Love Conquers COVID: First comes love, then comes online marriage prep
August 18, 2020
From left to right is Grant Berntsen, Bailey Berntsen, Kenneth Berntsen, Janet Berntsen, Megan Lix and Ashlynn Lix. (Photo courtesy of Kenneth Berntsen)
HOUSTON — When engaged couple Janet Golden Lix and Kenneth Berntsen selected a springtime wedding date, little did they know that their nuptials would fall right in the middle of the deadly Covid-19 pandemic.
Their priest at Prince of Peace Catholic Church, Father Ryan Stawaisz, a cancer survivor, offered to help them with marriage preparation online or in person.
A second marriage for both of them after receiving annulments, the couple did not want to cancel their May 23 wedding despite the uptick in coronavirus cases. So they decided on an intimate wedding yet still livestreamed it to share with a larger group of family and friends.
“You don’t know what will happen in life, so we didn’t want to delay. I can understand the younger brides wanting to postpone. But as long as we had our children and our priest as witnesses and we were at our church, we were okay with moving ahead,” Lix said.
Berntsen agreed, “What was important and continues to be is the Sacrament of Marriage. As a couple, we continue to pray together with our morning offering.”
Ricardo Medina, director of the Archdiocese’s Family Life Ministry which oversees marriage preparation, said such couples as Lix and Berntsen epitomize the journey to the Sacrament.
“Love doesn’t stop in times of crisis,” Medina said. “We are here to accompany engaged couples through the discernment process. We help them in their discovery of themselves individually and to elevate their love as a couple.”
Outside of sacramental preparation and public Masses, in-person events and trainings are not being permitted on parish campuses at this time. Medina’s office is reviewing different marriage preparation programs to be offered online rather than in person as the pandemic continues. But love continues to conquer COVID-19, especially during the big summertime wedding season, Medina said.
For example, St. Jerome Catholic Church recently hosted a marriage preparation retreat in person for 25 couples from different Catholic churches from July 18 to 19. But there were major safety considerations put in place for the 50 people plus the marriage preparation team.
Deacon Pedro Salas, helping to lead that team along with Monsignor Dan Shields, said, “We have a newbig parish hall activity center, so we were able to put each couple at their own table. Everyone was wearing masks, and we were sanitizing everything, including two or three microphones after people spoke.”
“It was more work than normal, but it was worth it. We thank God for giving us that opportunity, even in the middle of a pandemic. God is still calling people to marriage,” Deacon Salas said.
For couples discerning marriage, they can call the church where they wish to hold their wedding. A marriage coordinator will help guide them through the process that includes a compatibility study. Several different programs are used, including the FOCCUS compatibility study or the Prepare/Enrich Study to identify specific areas in which their relationships are strongest or most challenged, including such intimate topics as sex and finances, Medina said.
Then they will meet four or five times with clergy and possibly a married couple who have trained as mentors. One of those meetings will include a worship meeting to choose selections from Scriptures and prayers, choice of music and vows for the ceremony at least two months before the wedding. They will also be given options for a weekend retreat offered in English and Spanish.
After completing that process and sharing their vows in May, Lix and Berntsen have moved in together at their Cypress-area home with their children. With her work as a CPA and his as a computer software developer, they both work from home.
“We may not have been able to do a get-away honeymoon with the virus still around, but we are definitely spending more time together than most newlyweds,” she said of their canceled honeymoon cruise.
“Yes, we just finished up a walk together around the neighborhood lake,” Berntsen said and chuckled.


» **Brief**: Restate each record word for word, omitting whatever pictures it holds.
[[ Supplied material, beginning ]]
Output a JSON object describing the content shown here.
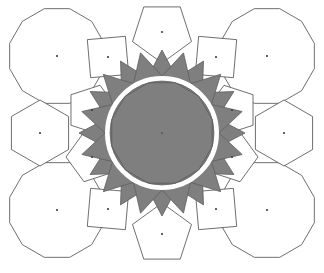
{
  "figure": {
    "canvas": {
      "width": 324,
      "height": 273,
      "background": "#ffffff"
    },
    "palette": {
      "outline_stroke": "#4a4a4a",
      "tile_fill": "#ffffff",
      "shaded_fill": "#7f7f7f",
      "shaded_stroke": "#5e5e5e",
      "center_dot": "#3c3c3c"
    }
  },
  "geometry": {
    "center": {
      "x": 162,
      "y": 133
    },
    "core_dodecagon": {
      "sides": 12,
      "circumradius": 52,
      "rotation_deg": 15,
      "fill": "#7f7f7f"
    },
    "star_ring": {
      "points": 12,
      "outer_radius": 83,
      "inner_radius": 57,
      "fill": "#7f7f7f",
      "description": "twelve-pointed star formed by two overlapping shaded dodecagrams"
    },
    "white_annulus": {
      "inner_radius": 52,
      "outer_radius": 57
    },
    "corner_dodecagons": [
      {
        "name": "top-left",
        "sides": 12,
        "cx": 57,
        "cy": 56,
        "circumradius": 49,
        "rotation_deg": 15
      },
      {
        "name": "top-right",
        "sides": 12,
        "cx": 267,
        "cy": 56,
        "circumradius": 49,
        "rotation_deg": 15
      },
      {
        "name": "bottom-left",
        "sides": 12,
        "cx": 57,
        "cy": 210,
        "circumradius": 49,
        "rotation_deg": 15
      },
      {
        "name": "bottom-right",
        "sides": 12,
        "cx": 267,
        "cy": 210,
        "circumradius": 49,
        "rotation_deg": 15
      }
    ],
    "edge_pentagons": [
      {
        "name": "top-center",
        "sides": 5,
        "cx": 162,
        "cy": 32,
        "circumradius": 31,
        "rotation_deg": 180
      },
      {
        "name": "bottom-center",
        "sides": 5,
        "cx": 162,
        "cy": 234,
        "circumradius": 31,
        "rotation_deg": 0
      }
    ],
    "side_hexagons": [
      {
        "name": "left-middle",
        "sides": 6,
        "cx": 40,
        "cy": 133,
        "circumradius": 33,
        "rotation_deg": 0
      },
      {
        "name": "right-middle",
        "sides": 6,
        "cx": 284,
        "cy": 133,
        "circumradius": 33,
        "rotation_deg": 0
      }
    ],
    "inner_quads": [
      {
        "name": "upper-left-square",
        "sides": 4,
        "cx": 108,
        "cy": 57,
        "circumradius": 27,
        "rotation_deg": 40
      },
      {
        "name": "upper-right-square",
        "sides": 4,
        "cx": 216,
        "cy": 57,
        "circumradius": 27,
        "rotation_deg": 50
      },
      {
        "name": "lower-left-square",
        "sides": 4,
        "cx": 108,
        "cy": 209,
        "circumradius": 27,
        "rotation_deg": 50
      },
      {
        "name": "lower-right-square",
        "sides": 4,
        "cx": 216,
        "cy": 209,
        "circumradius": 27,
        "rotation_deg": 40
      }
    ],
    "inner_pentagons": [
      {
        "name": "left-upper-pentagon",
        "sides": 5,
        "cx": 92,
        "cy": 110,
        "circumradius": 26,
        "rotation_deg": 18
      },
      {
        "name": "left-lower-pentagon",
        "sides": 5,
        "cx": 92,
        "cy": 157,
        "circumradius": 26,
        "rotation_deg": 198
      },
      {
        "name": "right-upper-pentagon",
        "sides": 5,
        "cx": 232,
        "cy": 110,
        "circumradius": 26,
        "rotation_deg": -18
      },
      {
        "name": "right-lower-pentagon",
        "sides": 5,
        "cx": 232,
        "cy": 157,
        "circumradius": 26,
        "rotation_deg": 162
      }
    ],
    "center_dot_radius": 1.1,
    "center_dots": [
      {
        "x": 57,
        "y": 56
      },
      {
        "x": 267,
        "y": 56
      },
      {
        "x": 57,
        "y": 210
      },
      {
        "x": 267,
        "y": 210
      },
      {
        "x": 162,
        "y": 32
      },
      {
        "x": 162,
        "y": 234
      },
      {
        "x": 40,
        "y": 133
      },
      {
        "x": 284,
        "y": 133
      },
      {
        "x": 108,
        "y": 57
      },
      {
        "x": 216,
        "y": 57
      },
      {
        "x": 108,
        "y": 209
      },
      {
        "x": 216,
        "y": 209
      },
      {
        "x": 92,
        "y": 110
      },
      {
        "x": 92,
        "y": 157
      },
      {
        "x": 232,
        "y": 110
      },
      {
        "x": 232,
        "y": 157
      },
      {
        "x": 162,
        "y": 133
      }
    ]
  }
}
[[ Supplied material, end ]]
» **Task response**:
Output a JSON object describing the content shown here.
{
  "figure": {
    "canvas": {
      "width": 324,
      "height": 273,
      "background": "#ffffff"
    },
    "palette": {
      "outline_stroke": "#4a4a4a",
      "tile_fill": "#ffffff",
      "shaded_fill": "#7f7f7f",
      "shaded_stroke": "#5e5e5e",
      "center_dot": "#3c3c3c"
    }
  },
  "geometry": {
    "center": {
      "x": 162,
      "y": 133
    },
    "core_dodecagon": {
      "sides": 12,
      "circumradius": 52,
      "rotation_deg": 15,
      "fill": "#7f7f7f"
    },
    "star_ring": {
      "points": 12,
      "outer_radius": 83,
      "inner_radius": 57,
      "fill": "#7f7f7f",
      "description": "twelve-pointed star formed by two overlapping shaded dodecagrams"
    },
    "white_annulus": {
      "inner_radius": 52,
      "outer_radius": 57
    },
    "corner_dodecagons": [
      {
        "name": "top-left",
        "sides": 12,
        "cx": 57,
        "cy": 56,
        "circumradius": 49,
        "rotation_deg": 15
      },
      {
        "name": "top-right",
        "sides": 12,
        "cx": 267,
        "cy": 56,
        "circumradius": 49,
        "rotation_deg": 15
      },
      {
        "name": "bottom-left",
        "sides": 12,
        "cx": 57,
        "cy": 210,
        "circumradius": 49,
        "rotation_deg": 15
      },
      {
        "name": "bottom-right",
        "sides": 12,
        "cx": 267,
        "cy": 210,
        "circumradius": 49,
        "rotation_deg": 15
      }
    ],
    "edge_pentagons": [
      {
        "name": "top-center",
        "sides": 5,
        "cx": 162,
        "cy": 32,
        "circumradius": 31,
        "rotation_deg": 180
      },
      {
        "name": "bottom-center",
        "sides": 5,
        "cx": 162,
        "cy": 234,
        "circumradius": 31,
        "rotation_deg": 0
      }
    ],
    "side_hexagons": [
      {
        "name": "left-middle",
        "sides": 6,
        "cx": 40,
        "cy": 133,
        "circumradius": 33,
        "rotation_deg": 0
      },
      {
        "name": "right-middle",
        "sides": 6,
        "cx": 284,
        "cy": 133,
        "circumradius": 33,
        "rotation_deg": 0
      }
    ],
    "inner_quads": [
      {
        "name": "upper-left-square",
        "sides": 4,
        "cx": 108,
        "cy": 57,
        "circumradius": 27,
        "rotation_deg": 40
      },
      {
        "name": "upper-right-square",
        "sides": 4,
        "cx": 216,
        "cy": 57,
        "circumradius": 27,
        "rotation_deg": 50
      },
      {
        "name": "lower-left-square",
        "sides": 4,
        "cx": 108,
        "cy": 209,
        "circumradius": 27,
        "rotation_deg": 50
      },
      {
        "name": "lower-right-square",
        "sides": 4,
        "cx": 216,
        "cy": 209,
        "circumradius": 27,
        "rotation_deg": 40
      }
    ],
    "inner_pentagons": [
      {
        "name": "left-upper-pentagon",
        "sides": 5,
        "cx": 92,
        "cy": 110,
        "circumradius": 26,
        "rotation_deg": 18
      },
      {
        "name": "left-lower-pentagon",
        "sides": 5,
        "cx": 92,
        "cy": 157,
        "circumradius": 26,
        "rotation_deg": 198
      },
      {
        "name": "right-upper-pentagon",
        "sides": 5,
        "cx": 232,
        "cy": 110,
        "circumradius": 26,
        "rotation_deg": -18
      },
      {
        "name": "right-lower-pentagon",
        "sides": 5,
        "cx": 232,
        "cy": 157,
        "circumradius": 26,
        "rotation_deg": 162
      }
    ],
    "center_dot_radius": 1.1,
    "center_dots": [
      {
        "x": 57,
        "y": 56
      },
      {
        "x": 267,
        "y": 56
      },
      {
        "x": 57,
        "y": 210
      },
      {
        "x": 267,
        "y": 210
      },
      {
        "x": 162,
        "y": 32
      },
      {
        "x": 162,
        "y": 234
      },
      {
        "x": 40,
        "y": 133
      },
      {
        "x": 284,
        "y": 133
      },
      {
        "x": 108,
        "y": 57
      },
      {
        "x": 216,
        "y": 57
      },
      {
        "x": 108,
        "y": 209
      },
      {
        "x": 216,
        "y": 209
      },
      {
        "x": 92,
        "y": 110
      },
      {
        "x": 92,
        "y": 157
      },
      {
        "x": 232,
        "y": 110
      },
      {
        "x": 232,
        "y": 157
      },
      {
        "x": 162,
        "y": 133
      }
    ]
  }
}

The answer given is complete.